4. Eat a Balanced Diet High In Protein And Tyrosine

Findings from a review published in the Journal of Psychiatric Research suggest that higher consumption of protein foods and specifically the amino acid l-tyrosine may help your brain make more dopamine. 

Because your brain produces dopamine from amino acids (the “building blocks of protein”), especially the type called l-tyrosine, adding more l-tyrosine—and protein in general— to your meals and/or taking supplements may potentially help support healthy dopamine levels.

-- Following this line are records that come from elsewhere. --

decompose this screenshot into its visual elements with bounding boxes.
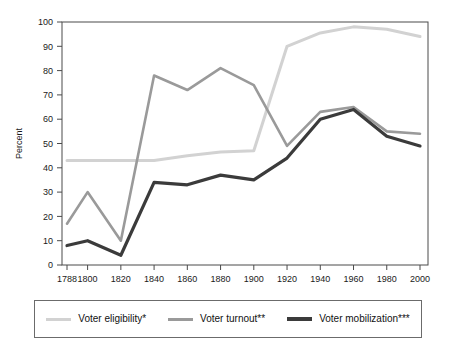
y-axis-label: Percent bbox=[14, 127, 24, 159]
y-tick-label: 20 bbox=[43, 212, 53, 222]
x-tick-label: 1960 bbox=[344, 274, 364, 284]
y-axis-tick-labels: 0102030405060708090100 bbox=[38, 17, 53, 270]
y-tick-label: 10 bbox=[43, 236, 53, 246]
legend-item-label: Voter eligibility* bbox=[78, 314, 146, 324]
chart-legend: Voter eligibility*Voter turnout**Voter m… bbox=[34, 300, 422, 338]
legend-swatch-icon bbox=[168, 318, 193, 321]
series-line-2 bbox=[67, 109, 420, 255]
x-tick-label: 1920 bbox=[277, 274, 297, 284]
y-axis-title: Percent bbox=[14, 127, 24, 159]
y-tick-label: 50 bbox=[43, 139, 53, 149]
legend-item-0[interactable]: Voter eligibility* bbox=[46, 314, 146, 324]
y-tick-label: 0 bbox=[48, 260, 53, 270]
legend-item-2[interactable]: Voter mobilization*** bbox=[287, 314, 410, 324]
legend-swatch-icon bbox=[287, 317, 312, 321]
y-tick-label: 70 bbox=[43, 90, 53, 100]
legend-item-label: Voter mobilization*** bbox=[319, 314, 410, 324]
chart-figure: 0102030405060708090100 17881800182018401… bbox=[0, 0, 456, 351]
x-tick-label: 1840 bbox=[144, 274, 164, 284]
y-tick-label: 40 bbox=[43, 163, 53, 173]
legend-item-label: Voter turnout** bbox=[200, 314, 265, 324]
x-axis-tick-labels: 1788180018201840186018801900192019401960… bbox=[57, 274, 430, 284]
y-tick-label: 90 bbox=[43, 42, 53, 52]
legend-item-1[interactable]: Voter turnout** bbox=[168, 314, 265, 324]
x-tick-label: 1940 bbox=[310, 274, 330, 284]
series-line-1 bbox=[67, 68, 420, 241]
data-series-group bbox=[67, 27, 420, 255]
x-tick-label: 1880 bbox=[211, 274, 231, 284]
y-axis-ticks bbox=[57, 22, 62, 265]
x-tick-label: 1900 bbox=[244, 274, 264, 284]
y-tick-label: 80 bbox=[43, 66, 53, 76]
x-tick-label: 1788 bbox=[57, 274, 77, 284]
x-tick-label: 1860 bbox=[177, 274, 197, 284]
y-tick-label: 100 bbox=[38, 17, 53, 27]
x-axis-ticks bbox=[67, 265, 420, 270]
y-tick-label: 30 bbox=[43, 187, 53, 197]
x-tick-label: 1980 bbox=[377, 274, 397, 284]
x-tick-label: 2000 bbox=[410, 274, 430, 284]
legend-swatch-icon bbox=[46, 318, 71, 321]
line-chart: 0102030405060708090100 17881800182018401… bbox=[0, 0, 456, 351]
series-line-0 bbox=[67, 27, 420, 161]
plot-frame bbox=[62, 22, 428, 265]
y-tick-label: 60 bbox=[43, 114, 53, 124]
x-tick-label: 1800 bbox=[78, 274, 98, 284]
x-tick-label: 1820 bbox=[111, 274, 131, 284]
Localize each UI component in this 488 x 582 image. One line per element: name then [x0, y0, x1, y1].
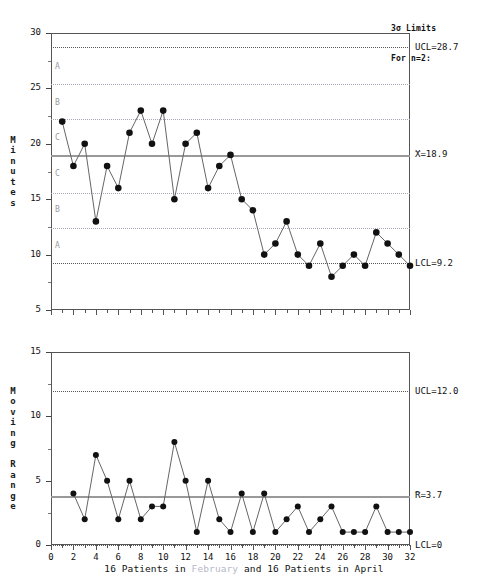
- data-point: 1: [362, 529, 368, 535]
- data-point: 1: [194, 529, 200, 535]
- caption-part-february: February: [192, 563, 239, 574]
- data-point: 2: [115, 516, 121, 522]
- data-point: 7: [93, 452, 99, 458]
- data-point: 1: [407, 529, 413, 535]
- data-point: 3: [149, 503, 155, 509]
- data-point: 4: [239, 491, 245, 497]
- data-point: 4: [70, 491, 76, 497]
- data-point: 1: [351, 529, 357, 535]
- data-point: 1: [272, 529, 278, 535]
- data-point: 3: [373, 503, 379, 509]
- data-point: 5: [183, 478, 189, 484]
- data-point: 1: [228, 529, 234, 535]
- control-chart-figure: 3σ Limits For n=2: 51015202530ABCCBAUCL=…: [0, 0, 488, 582]
- caption-part-3: and 16 Patients in April: [238, 563, 384, 574]
- data-point: 5: [205, 478, 211, 484]
- series-line: [73, 442, 410, 532]
- data-point: 1: [385, 529, 391, 535]
- chart2-series: 4275252338515214141231231113111: [0, 0, 488, 582]
- data-point: 1: [250, 529, 256, 535]
- data-point: 2: [317, 516, 323, 522]
- data-point: 3: [329, 503, 335, 509]
- data-point: 3: [295, 503, 301, 509]
- data-point: 2: [82, 516, 88, 522]
- x-axis-caption: 16 Patients in February and 16 Patients …: [0, 563, 488, 574]
- data-point: 3: [160, 503, 166, 509]
- data-point: 5: [127, 478, 133, 484]
- data-point: 8: [171, 439, 177, 445]
- data-point: 5: [104, 478, 110, 484]
- data-point: 1: [306, 529, 312, 535]
- data-point: 1: [340, 529, 346, 535]
- caption-part-1: 16 Patients in: [104, 563, 191, 574]
- data-point: 2: [216, 516, 222, 522]
- data-point: 1: [396, 529, 402, 535]
- data-point: 4: [261, 491, 267, 497]
- data-point: 2: [284, 516, 290, 522]
- data-point: 2: [138, 516, 144, 522]
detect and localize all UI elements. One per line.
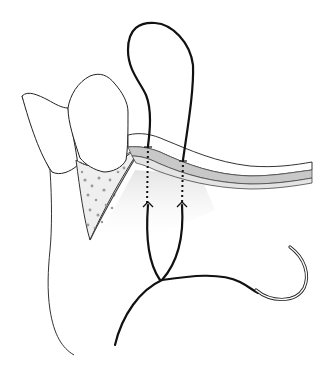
suture-needle-inner [256, 247, 306, 300]
diagram-svg [0, 0, 330, 370]
suture-diagram [0, 0, 330, 370]
suture-tail [115, 280, 162, 345]
suture-to-needle [162, 276, 258, 293]
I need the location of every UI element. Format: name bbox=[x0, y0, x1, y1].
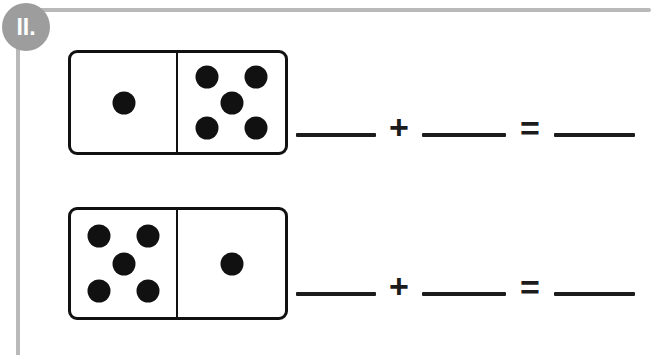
answer-blank-addend1[interactable] bbox=[296, 133, 376, 137]
answer-blank-sum[interactable] bbox=[554, 292, 635, 296]
pip bbox=[220, 252, 243, 275]
pip bbox=[136, 280, 159, 303]
domino-tile-2 bbox=[68, 207, 288, 320]
answer-blank-sum[interactable] bbox=[554, 133, 635, 137]
domino-1-left-face bbox=[71, 53, 178, 152]
pip bbox=[112, 252, 135, 275]
pip bbox=[245, 117, 268, 140]
domino-tile-1 bbox=[68, 50, 288, 155]
domino-2-right-face bbox=[178, 210, 285, 317]
worksheet-page: II. + = + bbox=[0, 0, 651, 355]
pip bbox=[136, 224, 159, 247]
pip bbox=[195, 117, 218, 140]
equals-operator: = bbox=[506, 270, 554, 304]
pip bbox=[112, 91, 135, 114]
pip bbox=[220, 91, 243, 114]
answer-blank-addend2[interactable] bbox=[422, 292, 506, 296]
equals-operator: = bbox=[506, 111, 554, 145]
pip bbox=[88, 224, 111, 247]
pip bbox=[88, 280, 111, 303]
plus-operator: + bbox=[376, 110, 422, 144]
exercise-number-badge: II. bbox=[2, 3, 50, 51]
answer-blank-addend2[interactable] bbox=[422, 133, 506, 137]
answer-blank-addend1[interactable] bbox=[296, 292, 376, 296]
section-frame-left-rail bbox=[16, 24, 20, 355]
equation-row-1: + = bbox=[296, 113, 635, 157]
equation-row-2: + = bbox=[296, 272, 635, 316]
pip bbox=[245, 65, 268, 88]
pip bbox=[195, 65, 218, 88]
section-frame-top-rule bbox=[26, 8, 651, 12]
domino-2-left-face bbox=[71, 210, 178, 317]
domino-1-right-face bbox=[178, 53, 285, 152]
plus-operator: + bbox=[376, 269, 422, 303]
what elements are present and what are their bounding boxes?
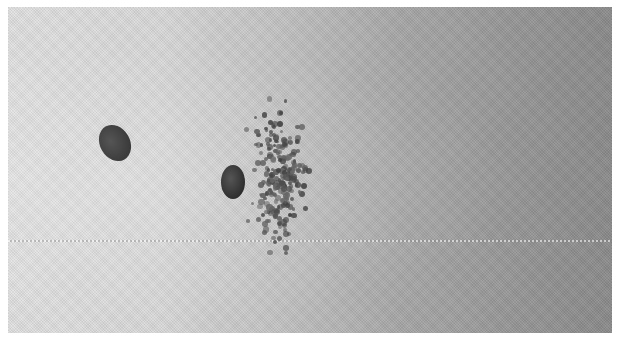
debris-particle	[277, 205, 280, 208]
debris-particle	[265, 166, 270, 171]
debris-particle	[268, 155, 272, 159]
debris-particle	[291, 174, 296, 179]
debris-particle	[257, 204, 262, 209]
debris-particle	[298, 190, 301, 193]
photograph	[8, 7, 612, 333]
debris-particle	[273, 230, 277, 234]
debris-particle	[267, 96, 272, 101]
debris-particle	[276, 168, 281, 173]
debris-particle	[296, 149, 300, 153]
debris-particle	[275, 140, 279, 144]
debris-particle	[256, 217, 261, 222]
debris-particle	[259, 151, 263, 155]
debris-particle	[271, 236, 275, 240]
debris-particle	[274, 199, 278, 203]
debris-particle	[283, 217, 289, 223]
debris-particle	[278, 158, 282, 162]
debris-particle	[284, 99, 288, 103]
debris-particle	[246, 219, 250, 223]
debris-particle	[254, 129, 259, 134]
debris-particle	[290, 197, 294, 201]
debris-particle	[269, 138, 273, 142]
debris-particle	[300, 163, 305, 168]
debris-particle	[251, 202, 254, 205]
debris-particle	[295, 182, 301, 188]
debris-particle	[277, 221, 282, 226]
debris-particle	[295, 139, 300, 144]
debris-particle	[265, 219, 269, 223]
debris-particle	[285, 192, 291, 198]
debris-particle	[254, 143, 257, 146]
debris-particle	[271, 123, 276, 128]
debris-particle	[303, 206, 308, 211]
debris-particle	[282, 142, 287, 147]
debris-particle	[288, 213, 292, 217]
debris-particle	[289, 184, 293, 188]
scan-line-artifact	[8, 240, 612, 242]
debris-particle	[262, 112, 268, 118]
debris-particle	[273, 187, 277, 191]
debris-particle	[288, 136, 292, 140]
debris-particle	[262, 230, 267, 235]
debris-particle	[306, 168, 312, 174]
debris-particle	[266, 204, 272, 210]
debris-particle	[267, 250, 272, 255]
debris-particle	[283, 201, 288, 206]
debris-particle	[279, 180, 285, 186]
debris-particle	[288, 140, 293, 145]
debris-particle	[301, 170, 305, 174]
debris-particle	[283, 245, 288, 250]
debris-particle	[292, 207, 296, 211]
debris-particle	[266, 142, 270, 146]
projectile-center	[221, 165, 245, 199]
debris-particle	[285, 177, 289, 181]
debris-particle	[290, 170, 295, 175]
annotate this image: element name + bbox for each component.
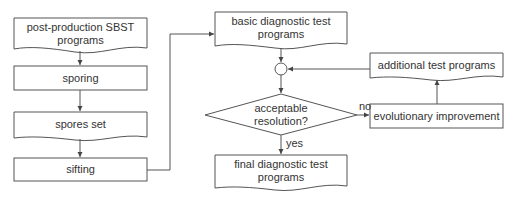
junction-circle <box>275 63 287 75</box>
decision-label: acceptable resolution? <box>231 100 331 130</box>
additional-label: additional test programs <box>370 54 503 76</box>
sporing-label: sporing <box>14 66 147 90</box>
edge-label-yes: yes <box>286 137 303 149</box>
edge-label-no: no <box>359 100 371 112</box>
post-production-label-line2: programs <box>57 34 103 47</box>
evolutionary-label: evolutionary improvement <box>370 104 503 128</box>
decision-label-line1: acceptable <box>254 102 307 115</box>
sifting-label: sifting <box>14 158 147 181</box>
spores-set-label: spores set <box>14 113 147 135</box>
post-production-label: post-production SBST programs <box>14 20 147 48</box>
basic-diagnostic-label-line2: programs <box>258 28 304 41</box>
basic-diagnostic-label: basic diagnostic test programs <box>215 14 347 42</box>
basic-diagnostic-label-line1: basic diagnostic test <box>231 15 330 28</box>
final-diagnostic-label-line1: final diagnostic test <box>234 158 328 171</box>
post-production-label-line1: post-production SBST <box>27 21 135 34</box>
decision-label-line2: resolution? <box>254 115 308 128</box>
final-diagnostic-label-line2: programs <box>258 171 304 184</box>
final-diagnostic-label: final diagnostic test programs <box>215 157 347 185</box>
edge-sifting-to-basic <box>147 34 214 170</box>
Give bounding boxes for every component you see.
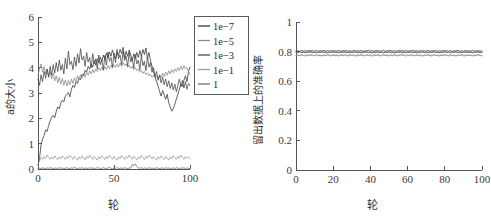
x-tick-label: 0: [293, 173, 299, 185]
left-plot-area: 0501000123456: [29, 11, 199, 184]
y-tick-label: 1: [29, 138, 35, 150]
y-tick-label: 0.2: [278, 134, 292, 146]
left-y-axis-label: a的大小: [4, 79, 16, 115]
figure-container: 0501000123456 轮 a的大小 1e−71e−51e−31e−11 0…: [0, 0, 491, 217]
right-axis-lines: [296, 22, 482, 170]
x-tick-label: 50: [109, 172, 121, 184]
left-x-axis-label: 轮: [108, 198, 119, 211]
series-line: [38, 155, 190, 164]
legend-label[interactable]: 1e−3: [213, 50, 234, 61]
y-tick-label: 0.6: [278, 75, 292, 87]
y-tick-label: 5: [29, 36, 35, 48]
right-y-axis-label: 留出数据上的准确率: [252, 55, 264, 145]
y-tick-label: 0: [29, 163, 35, 175]
y-tick-label: 3: [29, 87, 35, 99]
left-tick-marks: [38, 17, 190, 169]
right-tick-marks: [296, 22, 482, 170]
legend-label[interactable]: 1e−1: [213, 65, 234, 76]
legend-label[interactable]: 1: [213, 79, 218, 90]
legend-label[interactable]: 1e−7: [213, 21, 234, 32]
series-line: [38, 49, 190, 92]
right-series-group: [296, 50, 482, 56]
y-tick-label: 0.8: [278, 46, 292, 58]
y-tick-label: 6: [29, 11, 35, 23]
legend-label[interactable]: 1e−5: [213, 36, 234, 47]
y-tick-label: 0: [287, 164, 293, 176]
x-tick-label: 0: [35, 172, 41, 184]
left-chart-svg: 0501000123456 轮 a的大小 1e−71e−51e−31e−11: [0, 0, 250, 217]
right-chart-svg: 02040608010000.20.40.60.81 轮 留出数据上的准确率: [248, 0, 491, 217]
left-series-group: [38, 47, 190, 168]
legend[interactable]: 1e−71e−51e−31e−11: [194, 16, 248, 94]
y-tick-label: 1: [287, 16, 293, 28]
x-tick-label: 80: [439, 173, 451, 185]
chart-panel-left: 0501000123456 轮 a的大小 1e−71e−51e−31e−11: [0, 0, 250, 217]
x-tick-label: 100: [182, 172, 199, 184]
y-tick-label: 2: [29, 112, 35, 124]
series-line: [38, 63, 190, 86]
y-tick-label: 4: [29, 62, 35, 74]
right-tick-labels: 02040608010000.20.40.60.81: [278, 16, 491, 185]
right-plot-area: 02040608010000.20.40.60.81: [278, 16, 491, 185]
right-x-axis-label: 轮: [367, 198, 378, 211]
left-axis-lines: [38, 17, 190, 169]
chart-panel-right: 02040608010000.20.40.60.81 轮 留出数据上的准确率: [248, 0, 491, 217]
x-tick-label: 100: [474, 173, 491, 185]
x-tick-label: 20: [328, 173, 340, 185]
x-tick-label: 60: [402, 173, 414, 185]
x-tick-label: 40: [365, 173, 377, 185]
y-tick-label: 0.4: [278, 105, 292, 117]
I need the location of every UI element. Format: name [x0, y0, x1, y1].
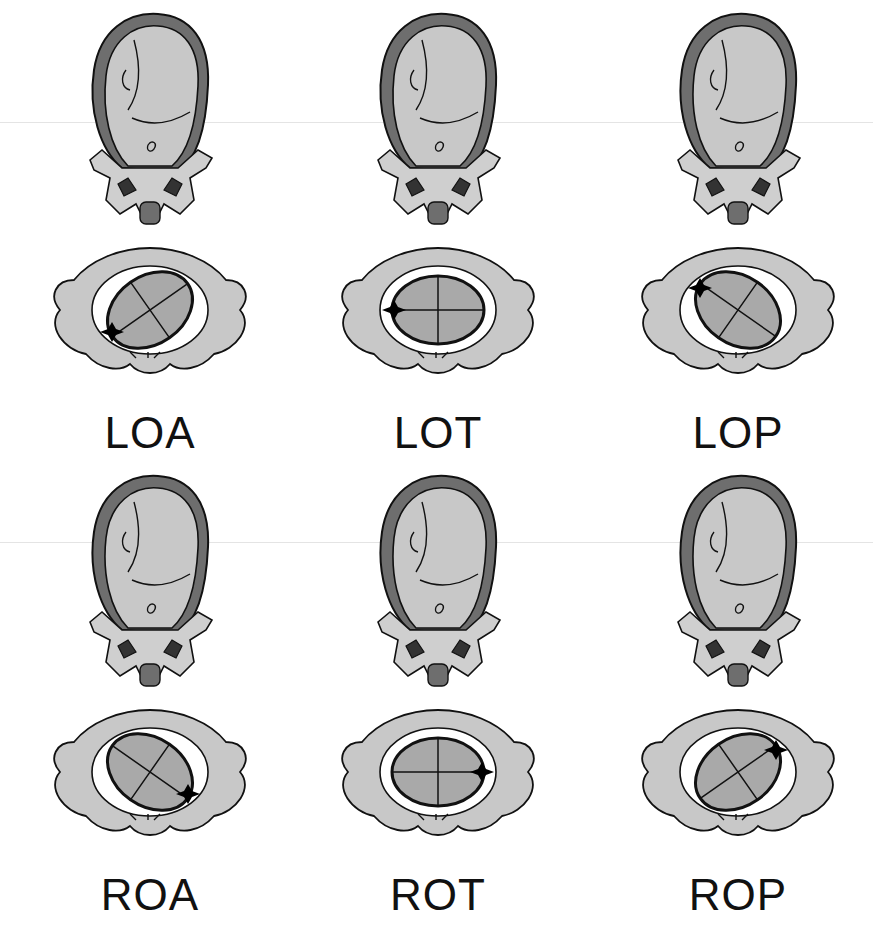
uterus-side-view: [618, 462, 858, 697]
position-label: LOA: [30, 408, 270, 458]
fetus-icon: [393, 26, 486, 166]
position-label: ROP: [618, 870, 858, 920]
fetus-icon: [693, 26, 786, 166]
pelvic-inlet-view: [30, 702, 270, 842]
position-label: ROT: [318, 870, 558, 920]
pelvic-inlet-view: [618, 240, 858, 380]
uterus-side-view: [30, 462, 270, 697]
uterus-side-view: [318, 462, 558, 697]
position-label: ROA: [30, 870, 270, 920]
pelvic-inlet-view: [318, 702, 558, 842]
uterus-side-view: [318, 0, 558, 235]
uterus-side-view: [30, 0, 270, 235]
position-label: LOT: [318, 408, 558, 458]
fetus-icon: [693, 488, 786, 628]
pelvic-inlet-view: [318, 240, 558, 380]
fetus-icon: [105, 488, 198, 628]
position-label: LOP: [618, 408, 858, 458]
pelvic-inlet-view: [30, 240, 270, 380]
fetus-icon: [393, 488, 486, 628]
fetus-icon: [105, 26, 198, 166]
pelvic-inlet-view: [618, 702, 858, 842]
uterus-side-view: [618, 0, 858, 235]
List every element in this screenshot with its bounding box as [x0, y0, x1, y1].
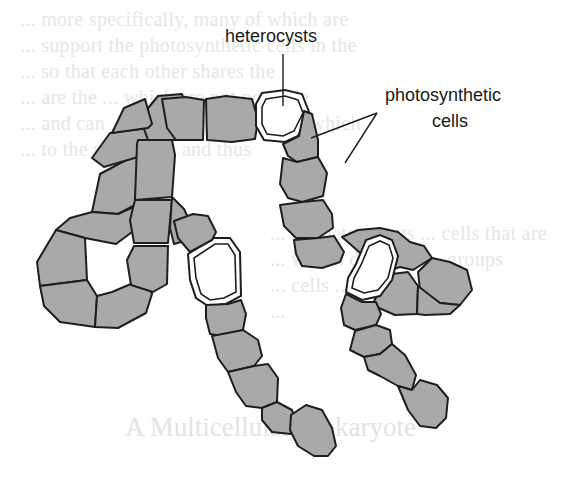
- leader-line-photosynthetic-1: [311, 113, 377, 138]
- photosynthetic-cell: [127, 246, 168, 292]
- photosynthetic-cell: [112, 99, 152, 133]
- photosynthetic-cell: [40, 280, 97, 327]
- photosynthetic-cell: [130, 200, 172, 243]
- photosynthetic-cell: [37, 230, 87, 286]
- photosynthetic-cell: [206, 96, 258, 142]
- label-photosynthetic-line1: photosynthetic: [385, 85, 501, 105]
- label-photosynthetic-line2: cells: [432, 111, 468, 131]
- photosynthetic-cell: [398, 380, 448, 428]
- leader-line-photosynthetic-2: [345, 113, 377, 163]
- photosynthetic-cell: [290, 405, 336, 456]
- diagram-canvas: ... more specifically, many of which are…: [0, 0, 580, 479]
- photosynthetic-cell: [280, 157, 327, 202]
- photosynthetic-cell: [294, 236, 344, 268]
- top-arch-filament: [162, 96, 258, 142]
- label-heterocysts: heterocysts: [225, 26, 317, 46]
- photosynthetic-cell: [228, 364, 278, 408]
- photosynthetic-cell: [135, 140, 175, 200]
- photosynthetic-cell: [280, 200, 333, 238]
- cyanobacteria-filament-diagram: heterocysts photosynthetic cells: [0, 0, 580, 479]
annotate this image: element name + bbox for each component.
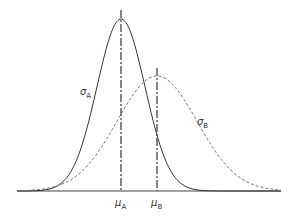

Foods that are naturally high in l-tyrosine include:

  • Animal proteins, such as meat, chicken, and fish
  • Dairy products, including milk, cheeses, and yogurt
  • Soy products, such as organic tofu and soy milk
  • Nuts and seeds, such as almonds and pumpkin seeds
  • Beans and legumes
  • Avocadoes
  • Bananas

To find out more about how much protein you need on a daily basis, book a free one-on-one nutrition consult with a The Vitamin Shoppe nutritionist

5. Take Cold Showers or Plunges

There’s reason to believe that cold showers affect the sympathetic nervous system in a way that may cause the body to release more of certain neurotransmitters that are stimulating, including noradrenaline (which can lift energy and focus) and dopamine. This explains why many people report feeling more focused and clear-headed after a cold shower.

In one study, cold water immersion increased adults’ blood dopamine levels by 250 percent (in addition to increasing their metabolism by 350 percent). So while the thought of dousing yourself in frigid water might not sound great at first, the feel-good rush it causes might have you scheduling regular cold showers or plunges into your week.